Supporting Polymorphism
Advanced design systems often support rendering buttons as links.
Example API:
<Button asChild>
<Link href="/dashboard">
Dashboard
</Link>
</Button>Libraries like Radix UI make this pattern easier.
Common Mistakes to Avoid
1. Hardcoding Styles Everywhere
Bad:
<button className="bg-blue-500 px-4 py-2">Good:
<Button>2. Ignoring Accessibility
Custom buttons without keyboard support create unusable interfaces.
Always test:
- Tab navigation
- Screen readers
- Focus visibility
3. Overengineering Too Early
Don’t build a massive design system on day one.
Start small:
- Variants
- Sizes
- States
Then evolve gradually.
Final Thoughts
A good button component seems simple on the surface, but it becomes foundational as your application grows.

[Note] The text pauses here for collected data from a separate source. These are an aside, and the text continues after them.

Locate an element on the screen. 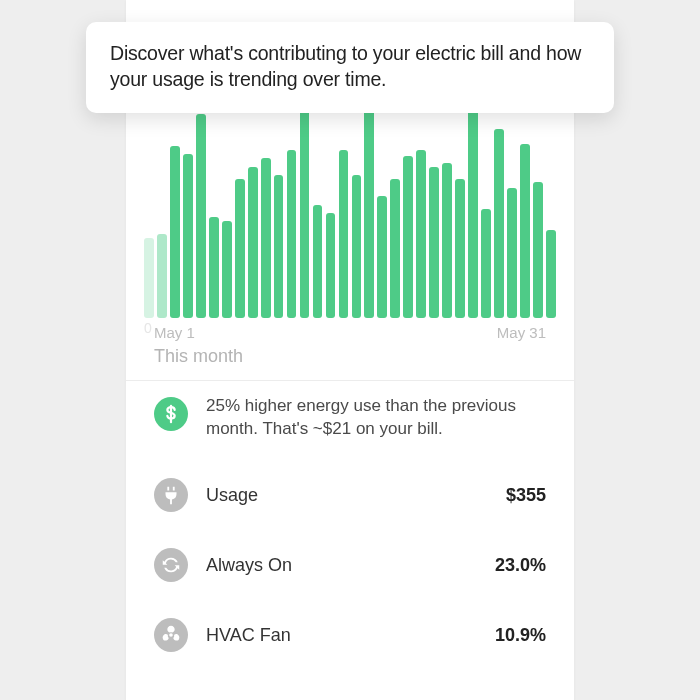  cycle-icon is located at coordinates (171, 565).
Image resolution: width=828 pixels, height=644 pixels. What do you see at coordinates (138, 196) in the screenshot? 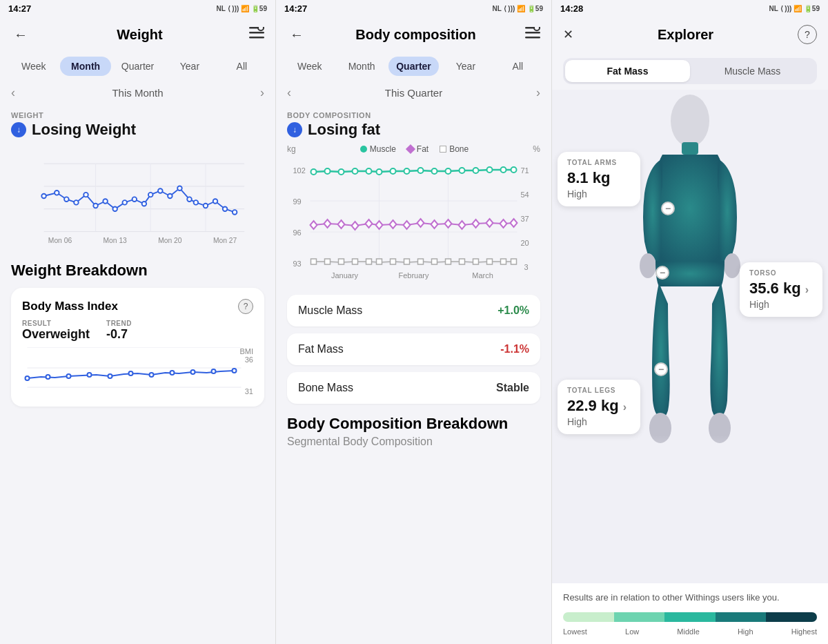
I see `weight-chart-svg: Mon 06 Mon 13 Mon 20 Mon 27` at bounding box center [138, 196].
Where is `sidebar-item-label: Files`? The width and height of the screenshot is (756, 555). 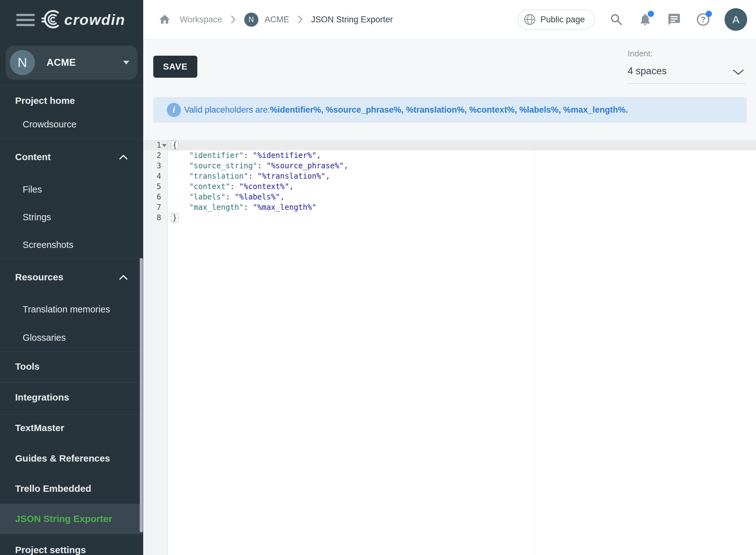
sidebar-item-label: Files is located at coordinates (32, 189).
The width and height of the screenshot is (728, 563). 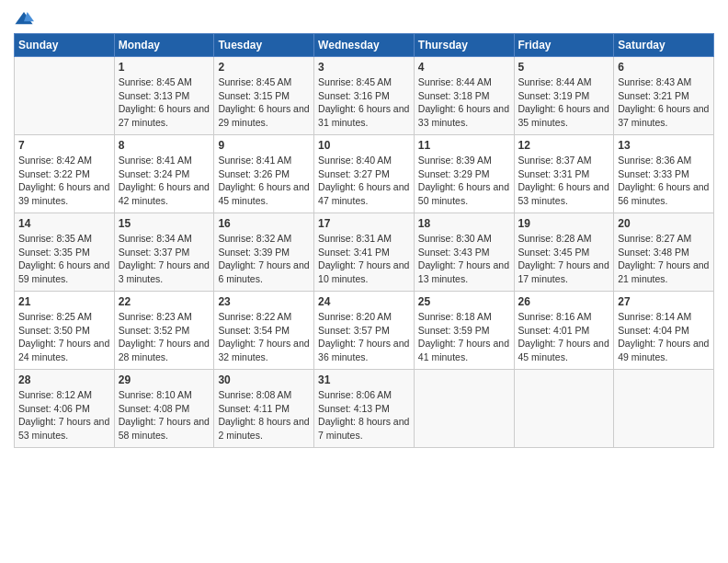 What do you see at coordinates (64, 429) in the screenshot?
I see `daylight: Daylight: 7 hours and 53 minutes.` at bounding box center [64, 429].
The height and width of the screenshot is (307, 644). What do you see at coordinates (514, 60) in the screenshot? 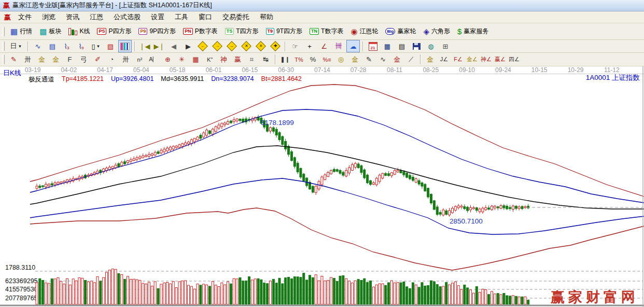
I see `si-angle-icon: 四∠` at bounding box center [514, 60].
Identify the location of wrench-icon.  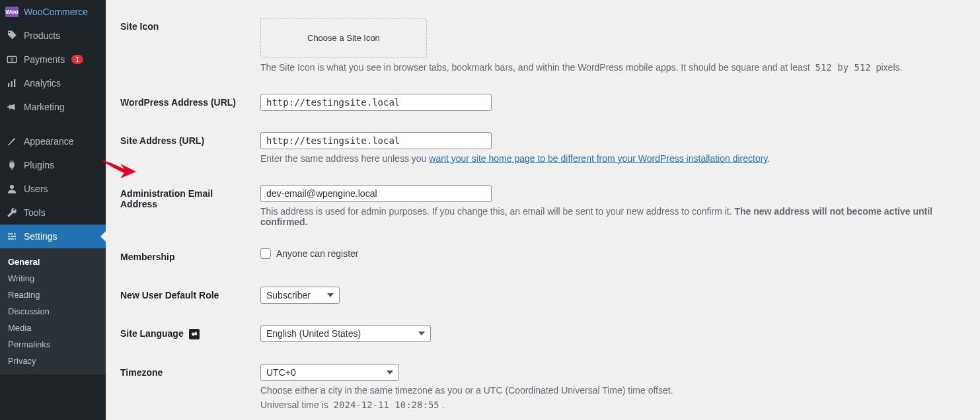
(12, 213).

Investing in reusable UI architecture early helps:
- Teams move faster
- Interfaces stay consistent
- Refactoring become safer
- Accessibility remain enforced
The goal isn’t just making buttons.
It’s building reliable systems developers enjoy using.
Further Improvements
You can extend this component with:
- Animation presets
- Icon-only modes
- Tooltip support
- Permission-aware rendering
- Theme support
- Dark mode variants
- Analytics hooks
- Motion transitions
- Slot-based APIs
- Design token integration
Once your component system matures, every new feature becomes dramatically easier to build.